Dawson McTavish and Joseph Aird, however—and young as they might be—had McKeever’s ire up. He expected more bottom, less whining and complaining, even if he had shanghaied them from their mission for Dickson.
Now, the Indian boy, the one who called himself Wasichu— young as he also might be—was a different sort. He’d taken one look at the dying Matato, given McKeever a sober inspection, and done whatever he’d been asked to do. Hard to say what the savage’s true thoughts might be. He never let them show.
Why, then, were the two South West Fur Company agents so sullen? Given what McKeever had done to their big Sioux, the lads should have gritted their teeth, consigned themselves to the long haul, and determined to gut it out. Dawson McTavish had some notion that he needed to take care of the younger Joseph. That he was somehow responsible for the boy. It made Mc-Keever wonder what Robert Dickson had seen in Dawson that he’d have entrusted the lad to a task as important as swaying the Teton Sioux. Fact was, McKeever knew he scared the shite out o’ the lad. A fact he’d use until McTavish became a debility.

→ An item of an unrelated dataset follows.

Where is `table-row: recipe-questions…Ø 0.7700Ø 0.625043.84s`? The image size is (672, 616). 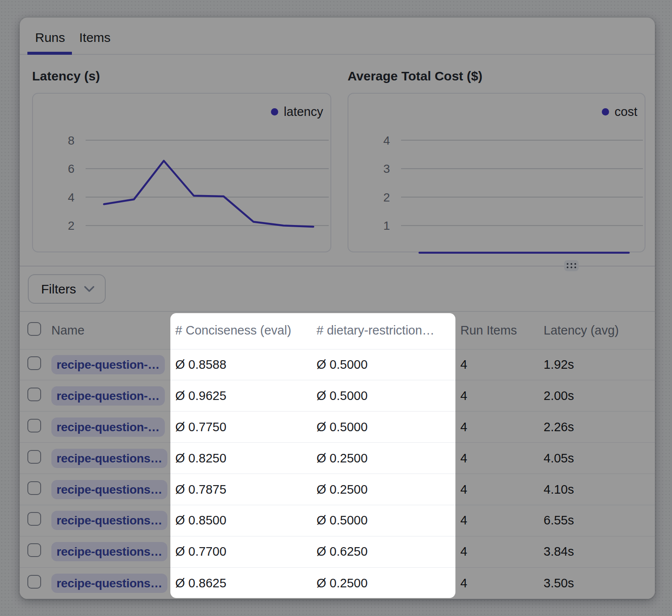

McKeever considered these things as his little party rode into the teeth of a cold west wind. To his relief, Matato’s beaded coat had fit. Bit tight through the shoulders, but the length was good, and the flannel-lined elk hide was plenty warm. So, too, was a pair of buckskin pants from the dead Indian’s pack. They’d proven to be a reasonable fit. The man’s moccasins, however, were way too large. The good news was that they could be stuffed with grass to make up the difference.
To that add a good quality Nor’west trade rifle, lead, mold, and powder, not to mention the Sioux’s knife and tomahawk, and Fenway McKeever was fully outfitted for the trail.
He rode in the rear, the trade gun across the horse’s withers. That damn Sioux hadn’t used a saddle, so McKeever had to make do bareback. He’d never been much of a horseman, but if it meant running down Tylor, chopping off his head, and earning that two thousand dollars, he’d become a goddamned centaur if he had to.
But what did he do with the two South West men? For the time being, McTavish was cowed. Not beaten. The moment would come when he would try something. Aird wasn’t that kind. His answer would be to slip away in the night, take his chances on a run for the river and the east.